Your First 30 Days as a Booth Renter
The move is done. Now protect it.
- Confirm every client who followed you has your booking link saved
- Rebook every client at the chair before they leave
- Track your weekly revenue and rent ratio from day one
- Set aside 25% to 30% of every dollar for self-employment taxes, because no one is withholding for you now
- Reinvest a little into what grows your book: better retail, a small referral incentive, cleaner photos
The stylist who plans this move keeps their clients and doubles their take-home per head. The stylist who winged it spends six months clawing back to even. The difference is not talent. It is the plan.
Frequently Asked Questions
How long does it take to transition from commission to booth rental?
Most stylists move over 60 to 90 days. That gives you time to read your contract, run your numbers, secure a booth, build your booking and payment systems, and give proper notice. Rushing it is the most common reason stylists lose clients in the switch.
Will I lose my clients if I switch to booth rental?
Not if you plan it. Stylists who prepare their client list, give clean notice, and invite clients warmly within their legal limits typically keep 80% or more of their book. Clients follow the stylist, not the salon sign, as long as you make it easy for them to find and book you.
Is booth rental cheaper than commission?
It depends on your revenue. Booth rental costs a fixed rent, so it wins when your book is full. On $6,000 a month in services, a $900 booth beats a 50% commission split by around $2,000. On a thin book, that same rent can cost you more than commission would. Run both in a booth rent vs commission calculator before deciding.
What do I need to become a booth renter?
A written booth rental agreement, confirmation your state allows booth rental, your own liability insurance, your own booking and payment system, control of your client list within your contract limits, and 2 to 3 months of savings for slower early weeks.
Do booth renters have to raise their prices?
Not required, but many do slightly. As a renter you cover your own product, tools, and card fees, and you keep 100% of the ticket. Pricing like a business owner instead of an employee usually means a small increase, not a discount.
The Real Takeaway
Going from commission to booth rental is not a leap of faith. It is a math problem with a paperwork checklist attached. Get the numbers right, get the agreement in writing, bring your clients along the right way, and the money follows almost immediately.
Start with your own numbers. Run your real weekly book through the free booth rent vs commission calculator and see your take-home both ways before you give notice.
And if you want the pricing scripts, budget template, and price increase language that make the switch smoother, the Salon Owner Starter Pack has the exact tools I wish I had when I made my first move behind the chair.
What salon owners ask next
How much money do I need saved before I go booth rental?

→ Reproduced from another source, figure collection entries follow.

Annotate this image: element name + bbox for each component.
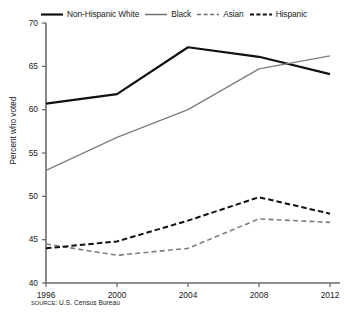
y-axis-tick-label: 55 bbox=[12, 149, 38, 157]
y-axis-tick-label: 60 bbox=[12, 105, 38, 113]
y-axis-tick-label: 45 bbox=[12, 235, 38, 243]
x-axis-tick-label: 2008 bbox=[239, 291, 279, 299]
y-axis-tick-label: 70 bbox=[12, 19, 38, 27]
source-note: SOURCE: U.S. Census Bureau bbox=[31, 299, 120, 306]
plot-area bbox=[0, 0, 348, 319]
series-line-asian bbox=[46, 219, 330, 255]
series-line-black bbox=[46, 56, 330, 170]
y-axis-tick-label: 50 bbox=[12, 192, 38, 200]
x-axis-tick-label: 2004 bbox=[168, 291, 208, 299]
data-series-layer bbox=[46, 47, 330, 255]
y-axis-tick-label: 40 bbox=[12, 279, 38, 287]
source-text: : U.S. Census Bureau bbox=[55, 299, 120, 306]
series-line-non-hispanic-white bbox=[46, 47, 330, 103]
y-axis-tick-label: 65 bbox=[12, 62, 38, 70]
chart-figure: Non-Hispanic White Black Asian Hispanic … bbox=[0, 0, 348, 319]
series-line-hispanic bbox=[46, 197, 330, 248]
x-axis-tick-label: 2012 bbox=[310, 291, 348, 299]
source-prefix: SOURCE bbox=[31, 300, 55, 306]
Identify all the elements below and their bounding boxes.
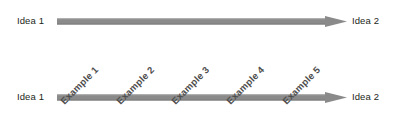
- idea-1-label-bottom: Idea 1: [17, 89, 44, 105]
- arrow-shape-top: [57, 16, 347, 27]
- idea-2-label-top: Idea 2: [352, 13, 379, 29]
- diagram-canvas: Idea 1 Idea 2 Idea 1: [0, 0, 395, 133]
- arrow-top: [57, 16, 347, 27]
- arrow-shape-bottom: [57, 92, 347, 103]
- arrow-bottom: [57, 92, 347, 103]
- idea-1-label-top: Idea 1: [17, 13, 44, 29]
- idea-2-label-bottom: Idea 2: [352, 89, 379, 105]
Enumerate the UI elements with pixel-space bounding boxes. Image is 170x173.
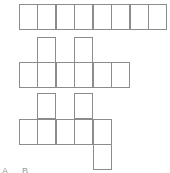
net-cell [93, 144, 112, 170]
answer-labels: A. B. [2, 166, 37, 173]
net-cell [19, 119, 38, 145]
net-cell [37, 119, 56, 145]
net-cell [93, 62, 112, 88]
net-cell [56, 4, 75, 30]
net-cell [74, 93, 93, 119]
net-cell [37, 62, 56, 88]
net-cell [130, 4, 149, 30]
net-cell [56, 119, 75, 145]
net-cell [74, 62, 93, 88]
cube-nets-diagram [0, 0, 170, 173]
net-cell [93, 4, 112, 30]
net-cell [93, 119, 112, 145]
net-cell [37, 4, 56, 30]
net-cell [74, 4, 93, 30]
net-cell [37, 93, 56, 119]
net-cell [37, 37, 56, 63]
net-cell [111, 4, 130, 30]
net-cell [56, 62, 75, 88]
net-cell [19, 4, 38, 30]
net-cell [74, 37, 93, 63]
net-cell [19, 62, 38, 88]
net-cell [148, 4, 167, 30]
net-cell [111, 62, 130, 88]
net-cell [74, 119, 93, 145]
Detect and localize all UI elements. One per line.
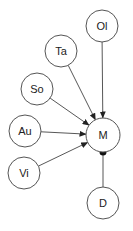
node-m: M bbox=[86, 118, 120, 152]
node-label: Vi bbox=[19, 167, 29, 179]
diagram-canvas: OlTaSoAuViMD bbox=[0, 0, 133, 231]
node-vi: Vi bbox=[8, 157, 40, 189]
node-ol: Ol bbox=[86, 10, 118, 42]
node-label: D bbox=[99, 197, 107, 209]
edge-ol-to-m bbox=[102, 42, 103, 118]
edge-ta-to-m bbox=[68, 65, 95, 120]
node-so: So bbox=[21, 73, 53, 105]
node-d: D bbox=[87, 187, 119, 219]
node-label: Ta bbox=[55, 45, 68, 57]
node-label: Ol bbox=[97, 20, 108, 32]
node-label: Au bbox=[18, 125, 31, 137]
node-au: Au bbox=[9, 115, 41, 147]
edge-au-to-m bbox=[41, 132, 86, 134]
node-label: M bbox=[98, 129, 107, 141]
node-ta: Ta bbox=[45, 35, 77, 67]
edge-so-to-m bbox=[50, 98, 89, 125]
node-label: So bbox=[30, 83, 43, 95]
edge-vi-to-m bbox=[38, 142, 87, 166]
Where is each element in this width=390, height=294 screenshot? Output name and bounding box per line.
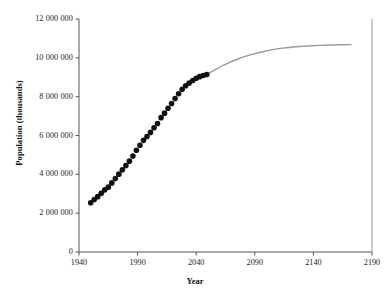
y-tick-label: 12 000 000 xyxy=(35,14,73,23)
data-point-marker xyxy=(176,91,182,97)
y-tick-label: 4 000 000 xyxy=(39,169,73,178)
projection-curve xyxy=(207,45,351,75)
data-point-marker xyxy=(172,96,178,102)
data-point-marker xyxy=(162,110,168,116)
x-tick-label: 2090 xyxy=(235,258,275,267)
population-projection-chart: 02 000 0004 000 0006 000 0008 000 00010 … xyxy=(0,0,390,294)
observed-markers-series xyxy=(88,72,210,206)
data-point-marker xyxy=(155,121,161,127)
x-tick-label: 2190 xyxy=(352,258,390,267)
data-point-marker xyxy=(113,176,119,182)
data-point-marker xyxy=(158,115,164,121)
x-tick-label: 2140 xyxy=(293,258,333,267)
x-tick-label: 2040 xyxy=(176,258,216,267)
y-tick-label: 6 000 000 xyxy=(39,131,73,140)
projection-line-series xyxy=(207,45,351,75)
data-point-marker xyxy=(123,163,129,169)
data-point-marker xyxy=(169,101,175,107)
data-point-marker xyxy=(130,153,136,159)
y-axis-title: Population (thousands) xyxy=(14,43,24,203)
data-point-marker xyxy=(165,106,171,112)
y-tick-label: 2 000 000 xyxy=(39,208,73,217)
y-tick-label: 0 xyxy=(69,247,73,256)
data-point-marker xyxy=(204,72,210,78)
x-axis-title: Year xyxy=(0,276,390,286)
data-point-marker xyxy=(137,142,143,148)
y-tick-label: 10 000 000 xyxy=(35,53,73,62)
data-point-marker xyxy=(134,147,140,153)
y-axis-ticks xyxy=(76,19,80,252)
x-tick-label: 1940 xyxy=(59,258,99,267)
plot-canvas xyxy=(0,0,390,294)
data-point-marker xyxy=(127,158,133,164)
data-point-marker xyxy=(148,130,154,136)
x-tick-label: 1990 xyxy=(118,258,158,267)
x-axis-ticks xyxy=(79,252,372,256)
y-tick-label: 8 000 000 xyxy=(39,92,73,101)
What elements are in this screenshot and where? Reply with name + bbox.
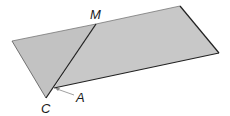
- label-c: C: [41, 101, 51, 116]
- label-a: A: [75, 90, 85, 105]
- folded-paper-diagram: M A C: [0, 0, 230, 116]
- pointer-arrow-a: [57, 89, 74, 95]
- label-m: M: [90, 7, 101, 22]
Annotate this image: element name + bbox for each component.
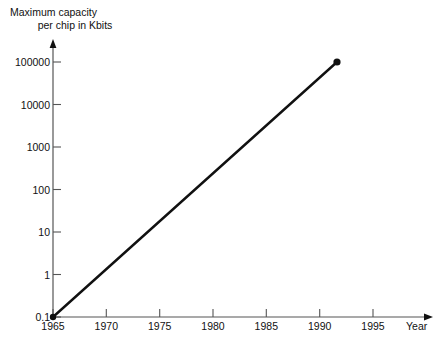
data-point-marker-end [333, 58, 340, 65]
x-tick-label-1995: 1995 [361, 320, 384, 332]
y-axis-arrowhead-icon [50, 39, 57, 48]
x-tick-label-1965: 1965 [41, 320, 64, 332]
x-axis-caption: Year [406, 320, 427, 332]
y-tick-label-10000: 10000 [21, 99, 50, 111]
x-tick-label-1980: 1980 [201, 320, 224, 332]
x-tick-label-1975: 1975 [148, 320, 171, 332]
x-tick-marks [53, 309, 373, 317]
x-tick-label-1970: 1970 [95, 320, 118, 332]
x-tick-label-1990: 1990 [308, 320, 331, 332]
y-tick-marks [53, 62, 61, 317]
y-tick-label-1000: 1000 [27, 141, 50, 153]
y-tick-label-100000: 100000 [15, 56, 50, 68]
y-tick-labels: 100000 10000 1000 100 10 1 0.1 [0, 0, 50, 354]
chart-svg [0, 0, 448, 354]
y-tick-label-10: 10 [38, 226, 50, 238]
y-tick-label-100: 100 [32, 184, 50, 196]
data-line-series-1 [53, 62, 337, 317]
x-tick-label-1985: 1985 [255, 320, 278, 332]
chart-canvas: Maximum capacity per chip in Kbits [0, 0, 448, 354]
y-tick-label-1: 1 [44, 269, 50, 281]
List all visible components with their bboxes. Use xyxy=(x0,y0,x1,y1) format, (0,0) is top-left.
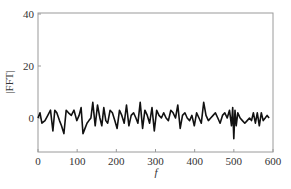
x-tick-label: 500 xyxy=(226,155,243,167)
y-axis-label: |FFT| xyxy=(3,70,15,93)
x-axis-label: f xyxy=(154,166,159,178)
x-tick-label: 0 xyxy=(35,155,41,167)
y-tick-label: 20 xyxy=(23,60,35,72)
x-tick-label: 200 xyxy=(108,155,125,167)
plot-area xyxy=(38,13,273,152)
y-tick-label: 0 xyxy=(29,112,35,124)
x-tick-label: 600 xyxy=(265,155,282,167)
y-tick-label: 40 xyxy=(23,8,35,20)
x-tick-label: 100 xyxy=(69,155,86,167)
fft-chart: 02040 0100200300400500600 |FFT| f xyxy=(0,0,291,189)
x-tick-label: 400 xyxy=(186,155,203,167)
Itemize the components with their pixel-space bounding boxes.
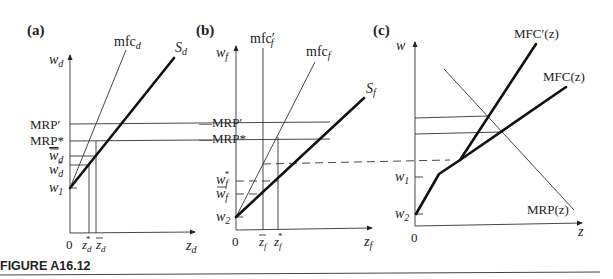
figure-caption: FIGURE A16.12	[0, 259, 91, 273]
mrp-star-label-b: —MRP*	[198, 131, 246, 146]
panel-a-y-axis-label: wd	[49, 52, 64, 69]
panel-b: (b) wf zf 0 mfc′f mfcf Sf —MRP′ —MRP* wf…	[196, 22, 450, 251]
w2-label-b: w2	[216, 209, 230, 226]
mfc-z-curve	[416, 87, 566, 214]
z-bar-f-label: zf	[258, 234, 268, 251]
mrp-prime-label-b: —MRP′	[198, 115, 242, 130]
s-f-curve	[236, 98, 364, 217]
panel-b-tag: (b)	[196, 22, 214, 39]
link-dashed-line	[263, 160, 450, 164]
panel-c-origin: 0	[411, 230, 418, 245]
mfc-prime-f-label: mfc′f	[250, 31, 275, 48]
panel-a-x-axis-label: zd	[185, 238, 197, 255]
panel-c-x-axis-label: z	[577, 224, 584, 239]
mfc-z-label: MFC(z)	[543, 69, 585, 84]
z-star-f-label: zf*	[273, 231, 283, 251]
mrp-z-curve	[444, 69, 574, 210]
s-d-label: Sd	[175, 40, 188, 57]
panel-b-origin: 0	[232, 234, 239, 249]
mfc-prime-z-curve	[460, 44, 536, 160]
panel-a: (a) wd zd 0 mfcd Sd MRP′ MRP* wd wd* w1 …	[27, 22, 330, 255]
mfc-prime-z-label: MFC′(z)	[514, 26, 559, 41]
w1-label-c: w1	[395, 169, 409, 186]
w2-label-c: w2	[395, 206, 409, 223]
panel-c: (c) w z 0 MFC′(z) MFC(z) MRP(z) w1 w2	[373, 22, 585, 245]
panel-b-y-axis-label: wf	[216, 45, 229, 62]
mfc-f-label: mfcf	[306, 44, 332, 61]
s-f-label: Sf	[366, 81, 377, 98]
panel-a-origin: 0	[66, 237, 73, 252]
mrp-prime-line-c	[415, 116, 488, 118]
panel-b-x-axis	[236, 228, 372, 230]
panel-a-tag: (a)	[27, 22, 45, 39]
mfc-d-curve	[70, 50, 126, 188]
mrp-star-label-a: MRP*	[30, 133, 64, 148]
panel-b-x-axis-label: zf	[363, 234, 373, 251]
z-star-d-label: zd*	[81, 234, 92, 254]
w1-label-a: w1	[49, 180, 63, 197]
panel-c-x-axis	[415, 223, 582, 226]
mrp-star-line-c	[415, 132, 502, 134]
mfc-d-label: mfcd	[114, 34, 142, 51]
mrp-prime-label-a: MRP′	[30, 117, 60, 132]
panel-c-y-axis-label: w	[396, 38, 406, 53]
figure-a16-12: (a) wd zd 0 mfcd Sd MRP′ MRP* wd wd* w1 …	[0, 0, 613, 279]
panel-c-tag: (c)	[373, 22, 390, 39]
z-bar-d-label: zd	[95, 237, 106, 254]
mrp-z-label: MRP(z)	[527, 202, 569, 217]
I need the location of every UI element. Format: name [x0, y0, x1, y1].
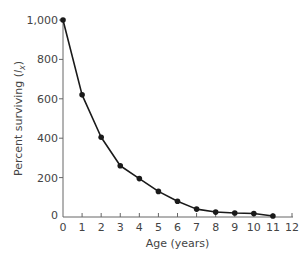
x-axis-title: Age (years): [146, 237, 210, 250]
x-tick-label: 6: [174, 221, 181, 234]
y-tick-label: 600: [37, 93, 58, 106]
x-tick-label: 5: [155, 221, 162, 234]
data-point: [98, 134, 104, 140]
y-axis: 02004006008001,000: [27, 14, 64, 222]
data-point: [137, 176, 143, 182]
data-point: [251, 211, 257, 217]
data-line: [63, 20, 273, 216]
data-point: [156, 189, 162, 195]
x-tick-label: 4: [136, 221, 143, 234]
x-tick-label: 10: [247, 221, 261, 234]
data-point: [194, 206, 200, 212]
data-point: [117, 163, 123, 169]
data-point: [79, 92, 85, 98]
x-tick-label: 0: [60, 221, 67, 234]
x-axis: 0123456789101112: [60, 213, 300, 234]
data-point: [232, 210, 238, 216]
survivorship-chart: 02004006008001,000 0123456789101112 Age …: [0, 0, 308, 269]
y-tick-label: 800: [37, 53, 58, 66]
data-point: [213, 209, 219, 215]
x-tick-label: 8: [212, 221, 219, 234]
x-tick-label: 7: [193, 221, 200, 234]
data-point: [60, 17, 66, 23]
y-axis-title: Percent surviving (lx): [12, 61, 27, 176]
y-tick-label: 200: [37, 172, 58, 185]
x-tick-label: 1: [79, 221, 86, 234]
data-point: [175, 198, 181, 204]
x-tick-label: 11: [266, 221, 280, 234]
x-tick-label: 2: [98, 221, 105, 234]
y-tick-label: 0: [51, 209, 58, 222]
x-tick-label: 9: [231, 221, 238, 234]
y-tick-label: 400: [37, 132, 58, 145]
data-point: [270, 213, 276, 219]
x-tick-label: 12: [285, 221, 299, 234]
x-tick-label: 3: [117, 221, 124, 234]
y-tick-label: 1,000: [27, 14, 59, 27]
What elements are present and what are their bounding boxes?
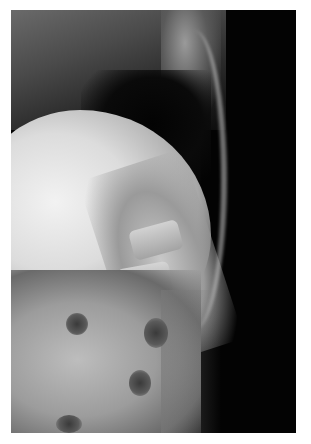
pelvis-edge (161, 290, 221, 433)
xray-image (11, 10, 296, 433)
radiolucent-spot (66, 313, 88, 335)
radiolucent-spot (144, 318, 168, 348)
radiolucent-spot (129, 370, 151, 396)
radiolucent-spot (56, 415, 82, 433)
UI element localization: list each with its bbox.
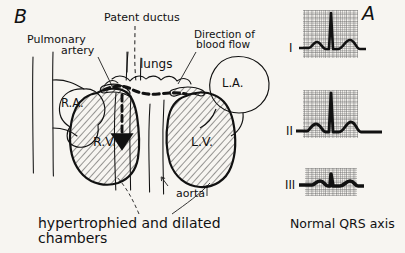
label-aorta: aorta — [176, 187, 205, 200]
label-left-atrium: L.A. — [222, 76, 243, 90]
figure-patent-ductus-arteriosus: B A — [0, 0, 405, 253]
panel-b-label: B — [14, 5, 27, 27]
label-patent-ductus: Patent ductus — [104, 11, 180, 24]
panel-a-label: A — [360, 2, 375, 24]
label-direction-blood-flow-line2: blood flow — [196, 38, 250, 50]
label-right-ventricle: R.V. — [93, 134, 116, 149]
caption-line-2: chambers — [38, 230, 107, 246]
label-left-ventricle: L.V. — [191, 134, 213, 149]
label-lungs: lungs — [140, 57, 172, 71]
ecg-lead-label-III: III — [285, 178, 295, 192]
label-pulmonary-artery-line2: artery — [61, 44, 95, 57]
ecg-lead-label-II: II — [286, 124, 293, 138]
caption-line-1: hypertrophied and dilated — [38, 215, 221, 231]
ecg-lead-label-I: I — [289, 41, 292, 55]
label-right-atrium: R.A. — [61, 96, 84, 110]
ecg-caption: Normal QRS axis — [290, 216, 395, 231]
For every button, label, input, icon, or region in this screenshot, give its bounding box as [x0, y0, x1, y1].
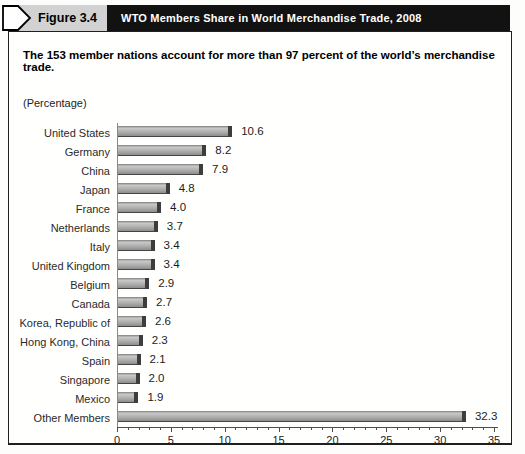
value-label: 2.9 — [158, 277, 174, 289]
x-axis-tick — [279, 427, 280, 432]
bar-row: Belgium2.9 — [17, 275, 499, 294]
bar — [118, 411, 466, 422]
x-axis-tick — [472, 427, 473, 430]
x-axis-tick — [332, 427, 333, 432]
figure-title-bar: WTO Members Share in World Merchandise T… — [107, 5, 510, 31]
bar-row: Other Members32.3 — [17, 408, 499, 427]
bar — [118, 354, 141, 365]
x-axis-tick-label: 25 — [374, 434, 398, 446]
figure-header: Figure 3.4 WTO Members Share in World Me… — [2, 5, 510, 31]
value-label: 2.6 — [155, 315, 171, 327]
x-axis-tick — [128, 427, 129, 430]
value-label: 32.3 — [475, 410, 497, 422]
bar-row: Italy3.4 — [17, 237, 499, 256]
figure-subtitle: The 153 member nations account for more … — [23, 49, 499, 73]
bar-row: Mexico1.9 — [17, 389, 499, 408]
bar-track: 2.3 — [117, 332, 499, 351]
bar-track: 32.3 — [117, 408, 499, 427]
x-axis-tick — [311, 427, 312, 430]
value-label: 4.8 — [179, 182, 195, 194]
figure-title: WTO Members Share in World Merchandise T… — [121, 12, 422, 24]
value-label: 7.9 — [212, 163, 228, 175]
bar — [118, 259, 155, 270]
x-axis-tick — [192, 427, 193, 430]
figure-page: Figure 3.4 WTO Members Share in World Me… — [0, 0, 525, 454]
category-label: France — [17, 203, 117, 215]
x-axis-tick — [203, 427, 204, 430]
category-label: Korea, Republic of — [17, 317, 117, 329]
bar-row: France4.0 — [17, 199, 499, 218]
value-label: 2.7 — [156, 296, 172, 308]
bar-track: 8.2 — [117, 142, 499, 161]
x-axis-tick — [397, 427, 398, 430]
x-axis-tick — [171, 427, 172, 432]
x-axis-tick-label: 20 — [320, 434, 344, 446]
value-label: 2.3 — [152, 334, 168, 346]
category-label: Netherlands — [17, 222, 117, 234]
value-label: 3.4 — [164, 258, 180, 270]
category-label: Other Members — [17, 412, 117, 424]
value-label: 10.6 — [241, 125, 263, 137]
x-axis-tick — [268, 427, 269, 430]
x-axis-tick — [225, 427, 226, 432]
bar — [118, 126, 232, 137]
bar-track: 2.7 — [117, 294, 499, 313]
bar-row: Singapore2.0 — [17, 370, 499, 389]
x-axis-tick — [160, 427, 161, 430]
x-axis-tick — [117, 427, 118, 432]
unit-label: (Percentage) — [23, 97, 499, 109]
category-label: Italy — [17, 241, 117, 253]
x-axis-tick — [429, 427, 430, 430]
bar-track: 4.0 — [117, 199, 499, 218]
x-axis-tick — [408, 427, 409, 430]
x-axis-tick — [494, 427, 495, 432]
bar-track: 7.9 — [117, 161, 499, 180]
bar — [118, 297, 147, 308]
bar-row: United States10.6 — [17, 123, 499, 142]
x-axis-tick — [451, 427, 452, 430]
x-axis-tick — [386, 427, 387, 432]
x-axis-tick — [257, 427, 258, 430]
bar-row: United Kingdom3.4 — [17, 256, 499, 275]
x-axis-tick-label: 10 — [213, 434, 237, 446]
x-axis-tick — [365, 427, 366, 430]
x-axis-tick — [322, 427, 323, 430]
bar-row: Korea, Republic of2.6 — [17, 313, 499, 332]
x-axis-tick — [440, 427, 441, 432]
bar-track: 3.7 — [117, 218, 499, 237]
bar-track: 4.8 — [117, 180, 499, 199]
category-label: Hong Kong, China — [17, 336, 117, 348]
bar — [118, 183, 170, 194]
bar-track: 2.0 — [117, 370, 499, 389]
x-axis-tick — [376, 427, 377, 430]
figure-label: Figure 3.4 — [38, 11, 97, 25]
bar-track: 3.4 — [117, 237, 499, 256]
bar-chart: United States10.6Germany8.2China7.9Japan… — [17, 123, 499, 453]
category-label: Singapore — [17, 374, 117, 386]
x-axis-tick — [419, 427, 420, 430]
bar-row: Hong Kong, China2.3 — [17, 332, 499, 351]
x-axis-tick — [300, 427, 301, 430]
category-label: Japan — [17, 184, 117, 196]
value-label: 2.1 — [150, 353, 166, 365]
x-axis-tick — [182, 427, 183, 430]
bar — [118, 164, 203, 175]
bar-row: Netherlands3.7 — [17, 218, 499, 237]
x-axis-tick-label: 35 — [482, 434, 506, 446]
bar-track: 10.6 — [117, 123, 499, 142]
bar — [118, 240, 155, 251]
bar — [118, 316, 146, 327]
category-label: Mexico — [17, 393, 117, 405]
category-label: Germany — [17, 146, 117, 158]
x-axis-tick — [483, 427, 484, 430]
chart-rows: United States10.6Germany8.2China7.9Japan… — [17, 123, 499, 427]
value-label: 1.9 — [147, 391, 163, 403]
bar-track: 2.9 — [117, 275, 499, 294]
bar — [118, 202, 161, 213]
x-axis-tick — [139, 427, 140, 430]
value-label: 8.2 — [215, 144, 231, 156]
bar — [118, 278, 149, 289]
bar — [118, 221, 158, 232]
category-label: Canada — [17, 298, 117, 310]
x-axis: 05101520253035 — [117, 427, 499, 453]
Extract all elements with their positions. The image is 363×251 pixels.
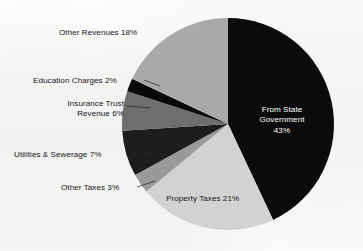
slice-label-other-revenues: Other Revenues 18%	[59, 28, 137, 38]
slice-label-from-state-line3: 43%	[274, 126, 290, 135]
slice-label-from-state-line1: From State	[262, 105, 303, 114]
slice-label-insurance-trust-line2: Revenue 6%	[77, 109, 124, 118]
slice-label-property-taxes: Property Taxes 21%	[166, 194, 239, 204]
slice-label-education-charges: Education Charges 2%	[33, 76, 117, 86]
slice-label-from-state-line2: Government	[259, 115, 304, 124]
pie-chart-screenshot: Other Revenues 18% Education Charges 2% …	[0, 0, 363, 251]
slice-label-insurance-trust-revenue: Insurance Trust Revenue 6%	[42, 99, 124, 119]
slice-label-other-taxes: Other Taxes 3%	[61, 183, 119, 193]
slice-label-utilities-sewerage: Utilities & Sewerage 7%	[14, 150, 102, 160]
slice-label-from-state-government: From State Government 43%	[251, 105, 313, 136]
pie-chart-figure: Other Revenues 18% Education Charges 2% …	[0, 0, 363, 251]
slice-label-insurance-trust-line1: Insurance Trust	[67, 99, 124, 108]
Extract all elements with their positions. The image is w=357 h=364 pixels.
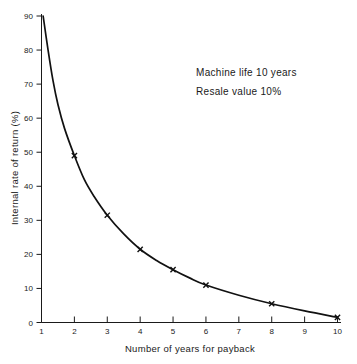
- y-tick-label: 90: [24, 12, 33, 21]
- irr-payback-line-chart: 0102030405060708090 12345678910 Number o…: [0, 0, 357, 364]
- y-axis: 0102030405060708090: [24, 12, 41, 328]
- x-tick-label: 5: [171, 327, 176, 336]
- x-axis: 12345678910: [39, 317, 342, 337]
- y-axis-title: Internal rate of return (%): [9, 111, 20, 225]
- y-tick-label: 0: [29, 319, 34, 328]
- x-axis-tick-labels: 12345678910: [39, 327, 342, 336]
- x-tick-label: 3: [105, 327, 110, 336]
- x-tick-label: 8: [269, 327, 274, 336]
- y-tick-label: 40: [24, 182, 33, 191]
- x-axis-title: Number of years for payback: [125, 343, 255, 354]
- y-axis-tick-marks: [37, 16, 42, 323]
- x-tick-label: 4: [138, 327, 143, 336]
- y-tick-label: 80: [24, 46, 33, 55]
- irr-curve: [43, 16, 337, 317]
- y-tick-label: 70: [24, 80, 33, 89]
- x-tick-label: 7: [237, 327, 242, 336]
- chart-container: 0102030405060708090 12345678910 Number o…: [0, 0, 357, 364]
- data-point-marker: [138, 247, 143, 252]
- x-tick-label: 10: [333, 327, 342, 336]
- x-tick-label: 2: [72, 327, 77, 336]
- y-axis-tick-labels: 0102030405060708090: [24, 12, 33, 328]
- data-point-markers: [72, 153, 340, 320]
- y-tick-label: 60: [24, 114, 33, 123]
- x-tick-label: 6: [204, 327, 209, 336]
- y-tick-label: 30: [24, 216, 33, 225]
- y-tick-label: 50: [24, 148, 33, 157]
- x-tick-label: 9: [302, 327, 307, 336]
- y-tick-label: 10: [24, 284, 33, 293]
- x-axis-tick-marks: [42, 317, 338, 323]
- data-point-marker: [105, 213, 110, 218]
- y-tick-label: 20: [24, 250, 33, 259]
- annotation-machine-life: Machine life 10 years: [196, 67, 297, 78]
- x-tick-label: 1: [39, 327, 44, 336]
- annotation-resale-value: Resale value 10%: [196, 86, 281, 97]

Most stylists need two to three months of booth rent plus startup costs set aside before they leave commission. Rent varies by market, but expect $300 to $800 a month. The full breakdown of what it actually costs to make the switch is in booth rental startup costs: real numbers.
What percentage of my revenue should booth rent be?
The rule most experienced booth renters use is under 20 to 25 percent of your monthly service revenue. Above that and the math stops working in your favor. The full breakdown with examples by revenue tier is in what percentage of revenue should salon rent be.
Do I need my own insurance as a booth renter?
Yes. The salon owner’s policy covers the building and their business, not your work. If a client reacts to a color service, that claim lands on you personally. Booth renter liability insurance runs about $150 to $300 a year. The full explanation is in do booth renters need insurance.